From June 9th to July 7th, Professor Holli Frey (Union College) successfully lead the premier Keck Frontier project “Hazards in the Caribbean: The history of magma chambers, eruptions, landslides, streams, and fumeroles in Dominica,” along with co-leaders, Amanda Schmidt (Oberlin), Erouscilla “Pat” Joseph (University of the West Indies), Laura Waters (Sonoma State University) and sixteen undergraduates from 15 schools across the United States. During a two-week period, based at the Archbold Tropical Research and Education Center on Dominica, students collected samples ranging from pumice clasts and ash from thick ignimbrite sequences, to enclaves and mingled magmas observed in extruded resurgent domes, to hydrothermally altered rocks and volcanic gasses, to river sediments and stream and hydrothermal waters, as well as measuring and creating entirely new stratigraphic columns for regions of the island. In total, we exported 57 water samples from Dominica (21 meteoric and 36 hydrothermal) in 285 vials and more than a dozen aliquots of volcanic gasses in Giggenbach flasks. We collected 70 rock samples (~345 lbs) and 20 sediment samples (~300 lbs).
Motivating scientific questions for projects based in volcanology and petrology included addressing the differences between the pre-eruptive conditions for the voluminous ignimbrite eruptions and their extruded counterparts, the resurgent domes. We are also establishing common petrologic characteristics and intensive variables (e.g. P, T, H2O) of the mafic lavas erupting on Dominica, as they are under documented and hypothesized to be parental to all erupted magmas. Volcanic gasses and hydrothermal waters were sampled to determine their geochemistry and isotopic composition in collaboration with the UWI Seismic Research Center for continued characterization of a potential monitor for volcanic unrest. In a synergistic project, hydrothermally altered samples were collected to determine the interplay between volcanic gasses, magmatic waters and intermediate igneous rocks that compose most of the bedrock. Water samples were collected from meteoric streams to continue a three-year long project monitoring project, determining what controls chemical/isotopic variation, and analyzing the potential lasting effects of severe tropical storms (i.e. Tropical Storm Erika, August 2015), which frequently trigger mass wasting events. River sediments were collected in order to evaluate the extent to which human land use impacts erosion rates on the island.
After field work, students traveled to Union College for a two-week period to conduct a variety of analyses including grain size analyses, wet chemistry, Inductively Coupled Plasma Mass Spectrometry (IC-PMS), x-ray diffraction (XRD) and quantitative scanning electron microscopy (SEM) with the essential support of Dr. Matt Manon (Union College). In total, 13 abstracts were submitted to the upcoming fall meeting of the American Geophysical Union. Initial petrologic findings based on two-oxide thermometry and plagioclase hygrometry indicate that both the effusive and eruptive products on Dominica are extraordinarily cold and hydrous (up to 9 wt% H2O!), which suggests a relatively deep source area for the magmas and has implications for the future volcanic hazard potential of the island. The volcanic gasses and hydrothermal waters show the effects of magmatic degassing and evaporation, with some variation from year to year, suggesting a very dynamic system. The meteoric waters appear to show the effects of changes in annual rainfall, but little influence of the tropical storm. GIS work identified 934 landslides on the island (~13% of area) and we are working to establishing basin average erosion rates and incision rates.
Project leaders express their gratitude for the funding received through the Keck Consortium, for the support and time investment of the fund administrators at both Macalester and Union Colleges, and for the operational support gifted by Dr. Matt Manon that was so fundamental to the success of this project.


EXERCISE BRIEF:
Emit a verbatim copy of the lines running from the line with "In a [1024, 768] image, where is *kangaroo*?" through the end of the material below.

DATA FOR ANALYSIS:
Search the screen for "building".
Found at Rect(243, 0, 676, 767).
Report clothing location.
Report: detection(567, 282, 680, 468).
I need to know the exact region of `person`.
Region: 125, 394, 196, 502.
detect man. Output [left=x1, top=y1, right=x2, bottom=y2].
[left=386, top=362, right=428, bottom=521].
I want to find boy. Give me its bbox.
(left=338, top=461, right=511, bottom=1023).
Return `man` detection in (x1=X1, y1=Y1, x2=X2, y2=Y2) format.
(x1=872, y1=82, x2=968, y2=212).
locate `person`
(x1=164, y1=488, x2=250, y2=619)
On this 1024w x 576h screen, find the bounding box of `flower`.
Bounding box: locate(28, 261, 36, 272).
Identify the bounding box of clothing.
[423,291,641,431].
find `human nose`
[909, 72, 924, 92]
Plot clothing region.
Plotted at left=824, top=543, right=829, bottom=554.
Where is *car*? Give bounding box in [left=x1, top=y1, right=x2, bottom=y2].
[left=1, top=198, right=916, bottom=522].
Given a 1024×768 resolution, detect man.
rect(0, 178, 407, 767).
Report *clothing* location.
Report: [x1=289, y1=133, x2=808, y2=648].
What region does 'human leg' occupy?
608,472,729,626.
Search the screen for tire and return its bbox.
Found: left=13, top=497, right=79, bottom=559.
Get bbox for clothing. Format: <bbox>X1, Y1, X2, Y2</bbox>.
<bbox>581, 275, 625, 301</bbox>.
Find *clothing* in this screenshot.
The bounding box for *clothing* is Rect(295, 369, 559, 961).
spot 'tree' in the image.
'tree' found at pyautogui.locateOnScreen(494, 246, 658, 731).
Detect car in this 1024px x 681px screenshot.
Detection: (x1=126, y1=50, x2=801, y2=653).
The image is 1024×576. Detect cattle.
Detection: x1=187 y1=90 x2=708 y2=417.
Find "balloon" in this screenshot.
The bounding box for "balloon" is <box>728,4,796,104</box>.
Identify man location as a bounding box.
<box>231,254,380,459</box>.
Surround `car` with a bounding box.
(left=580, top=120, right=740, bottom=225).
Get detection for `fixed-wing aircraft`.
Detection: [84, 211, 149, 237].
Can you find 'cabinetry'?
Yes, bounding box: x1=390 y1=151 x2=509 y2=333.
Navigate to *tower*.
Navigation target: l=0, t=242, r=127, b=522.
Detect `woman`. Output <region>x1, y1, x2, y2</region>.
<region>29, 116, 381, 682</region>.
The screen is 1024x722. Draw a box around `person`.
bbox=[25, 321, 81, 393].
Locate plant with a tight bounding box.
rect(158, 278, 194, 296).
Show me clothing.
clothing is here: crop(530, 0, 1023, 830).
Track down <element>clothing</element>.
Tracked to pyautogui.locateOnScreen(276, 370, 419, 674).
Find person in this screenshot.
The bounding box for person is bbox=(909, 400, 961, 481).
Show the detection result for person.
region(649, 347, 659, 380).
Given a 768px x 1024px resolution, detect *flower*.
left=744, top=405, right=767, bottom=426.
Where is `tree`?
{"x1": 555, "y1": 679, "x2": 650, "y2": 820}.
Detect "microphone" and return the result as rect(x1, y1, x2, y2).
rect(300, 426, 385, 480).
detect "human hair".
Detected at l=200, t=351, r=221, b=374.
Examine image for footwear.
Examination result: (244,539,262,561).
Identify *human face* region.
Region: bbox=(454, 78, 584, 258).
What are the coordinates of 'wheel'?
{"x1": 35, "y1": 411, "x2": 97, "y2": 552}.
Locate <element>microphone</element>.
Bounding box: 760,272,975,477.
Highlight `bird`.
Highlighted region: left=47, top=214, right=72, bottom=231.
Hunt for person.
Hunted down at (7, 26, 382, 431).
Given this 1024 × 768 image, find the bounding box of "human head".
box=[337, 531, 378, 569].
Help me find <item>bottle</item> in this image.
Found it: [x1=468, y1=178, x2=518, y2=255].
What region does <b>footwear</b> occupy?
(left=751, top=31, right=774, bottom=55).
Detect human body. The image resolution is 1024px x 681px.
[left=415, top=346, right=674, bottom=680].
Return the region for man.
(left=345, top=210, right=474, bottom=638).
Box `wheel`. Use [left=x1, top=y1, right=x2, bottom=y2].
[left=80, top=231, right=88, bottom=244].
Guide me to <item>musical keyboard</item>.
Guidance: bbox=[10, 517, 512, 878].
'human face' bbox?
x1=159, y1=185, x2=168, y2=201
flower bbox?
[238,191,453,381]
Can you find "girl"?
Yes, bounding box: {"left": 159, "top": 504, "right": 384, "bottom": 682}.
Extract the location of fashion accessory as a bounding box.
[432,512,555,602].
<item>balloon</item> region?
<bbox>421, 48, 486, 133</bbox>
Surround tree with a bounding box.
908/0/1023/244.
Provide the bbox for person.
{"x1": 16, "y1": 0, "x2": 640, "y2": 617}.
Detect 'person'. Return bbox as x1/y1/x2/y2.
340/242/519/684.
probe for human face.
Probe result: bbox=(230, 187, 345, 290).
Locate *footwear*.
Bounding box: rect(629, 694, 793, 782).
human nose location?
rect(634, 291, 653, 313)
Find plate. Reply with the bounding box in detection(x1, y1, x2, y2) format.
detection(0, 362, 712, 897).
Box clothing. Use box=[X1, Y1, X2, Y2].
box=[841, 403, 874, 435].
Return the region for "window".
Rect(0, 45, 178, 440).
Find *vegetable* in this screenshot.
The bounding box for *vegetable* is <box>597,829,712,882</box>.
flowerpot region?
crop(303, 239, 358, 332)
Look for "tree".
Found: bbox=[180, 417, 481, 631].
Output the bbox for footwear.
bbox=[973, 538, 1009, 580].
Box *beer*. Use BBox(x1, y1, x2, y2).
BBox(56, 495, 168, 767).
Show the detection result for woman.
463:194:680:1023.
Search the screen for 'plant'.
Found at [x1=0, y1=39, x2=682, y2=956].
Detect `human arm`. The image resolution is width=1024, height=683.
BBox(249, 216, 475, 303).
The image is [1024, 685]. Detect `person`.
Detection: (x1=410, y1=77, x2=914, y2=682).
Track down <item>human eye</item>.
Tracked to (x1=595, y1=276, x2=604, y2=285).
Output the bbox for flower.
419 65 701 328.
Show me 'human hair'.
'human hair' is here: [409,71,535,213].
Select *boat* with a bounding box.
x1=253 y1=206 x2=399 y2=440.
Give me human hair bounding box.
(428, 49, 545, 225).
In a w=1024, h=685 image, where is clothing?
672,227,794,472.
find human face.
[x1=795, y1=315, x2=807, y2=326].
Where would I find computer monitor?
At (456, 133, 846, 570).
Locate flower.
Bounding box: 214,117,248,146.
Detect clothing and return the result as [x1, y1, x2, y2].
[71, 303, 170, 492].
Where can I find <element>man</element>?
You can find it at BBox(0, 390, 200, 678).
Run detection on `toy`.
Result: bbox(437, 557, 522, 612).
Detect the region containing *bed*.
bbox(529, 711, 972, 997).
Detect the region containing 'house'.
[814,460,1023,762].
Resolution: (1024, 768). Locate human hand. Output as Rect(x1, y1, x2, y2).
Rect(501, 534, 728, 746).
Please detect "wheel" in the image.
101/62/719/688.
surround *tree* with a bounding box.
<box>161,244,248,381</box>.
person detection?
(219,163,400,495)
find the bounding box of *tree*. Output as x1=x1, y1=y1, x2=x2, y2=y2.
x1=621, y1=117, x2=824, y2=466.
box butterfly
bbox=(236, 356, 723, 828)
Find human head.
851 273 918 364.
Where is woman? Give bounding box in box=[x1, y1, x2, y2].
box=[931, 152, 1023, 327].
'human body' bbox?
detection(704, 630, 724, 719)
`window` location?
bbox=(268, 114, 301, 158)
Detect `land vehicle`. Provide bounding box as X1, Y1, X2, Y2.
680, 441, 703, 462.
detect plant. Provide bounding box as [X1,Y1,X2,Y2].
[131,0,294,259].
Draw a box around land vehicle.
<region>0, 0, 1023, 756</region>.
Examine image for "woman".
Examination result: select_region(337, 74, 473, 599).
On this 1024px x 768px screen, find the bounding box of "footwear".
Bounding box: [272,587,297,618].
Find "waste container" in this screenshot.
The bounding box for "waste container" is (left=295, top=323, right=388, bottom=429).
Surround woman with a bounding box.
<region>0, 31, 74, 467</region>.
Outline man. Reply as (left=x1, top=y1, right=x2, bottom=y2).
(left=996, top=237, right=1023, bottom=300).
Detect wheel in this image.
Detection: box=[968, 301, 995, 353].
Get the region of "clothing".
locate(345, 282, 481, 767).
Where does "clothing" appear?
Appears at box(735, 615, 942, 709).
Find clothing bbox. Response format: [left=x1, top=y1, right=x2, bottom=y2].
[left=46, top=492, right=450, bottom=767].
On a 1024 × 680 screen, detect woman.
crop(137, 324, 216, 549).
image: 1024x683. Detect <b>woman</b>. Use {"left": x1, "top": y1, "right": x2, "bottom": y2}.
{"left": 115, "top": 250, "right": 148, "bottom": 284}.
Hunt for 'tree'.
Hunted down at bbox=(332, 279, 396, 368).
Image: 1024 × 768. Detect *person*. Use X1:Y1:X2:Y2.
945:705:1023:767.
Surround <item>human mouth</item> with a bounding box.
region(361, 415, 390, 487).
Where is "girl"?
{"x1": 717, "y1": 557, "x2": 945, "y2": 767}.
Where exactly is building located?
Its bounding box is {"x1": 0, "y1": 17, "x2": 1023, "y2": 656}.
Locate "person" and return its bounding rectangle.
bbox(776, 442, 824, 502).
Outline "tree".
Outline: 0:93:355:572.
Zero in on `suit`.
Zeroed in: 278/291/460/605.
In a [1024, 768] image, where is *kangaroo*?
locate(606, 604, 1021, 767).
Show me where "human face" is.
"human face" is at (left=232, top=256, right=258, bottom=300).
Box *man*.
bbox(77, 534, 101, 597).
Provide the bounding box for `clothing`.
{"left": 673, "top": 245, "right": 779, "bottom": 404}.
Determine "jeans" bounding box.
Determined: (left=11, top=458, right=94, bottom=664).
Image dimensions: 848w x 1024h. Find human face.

EXERCISE RESULT:
In a [1024, 768] image, where is *kangaroo*?
locate(606, 604, 1021, 767).
Show me where "human face" is.
"human face" is at (left=232, top=256, right=258, bottom=300).
Box *man*.
bbox(77, 534, 101, 597).
Provide the bounding box for `clothing`.
{"left": 673, "top": 245, "right": 779, "bottom": 404}.
Determine "jeans" bounding box.
Determined: (left=11, top=458, right=94, bottom=664).
Image dimensions: 848w x 1024h. Find human face.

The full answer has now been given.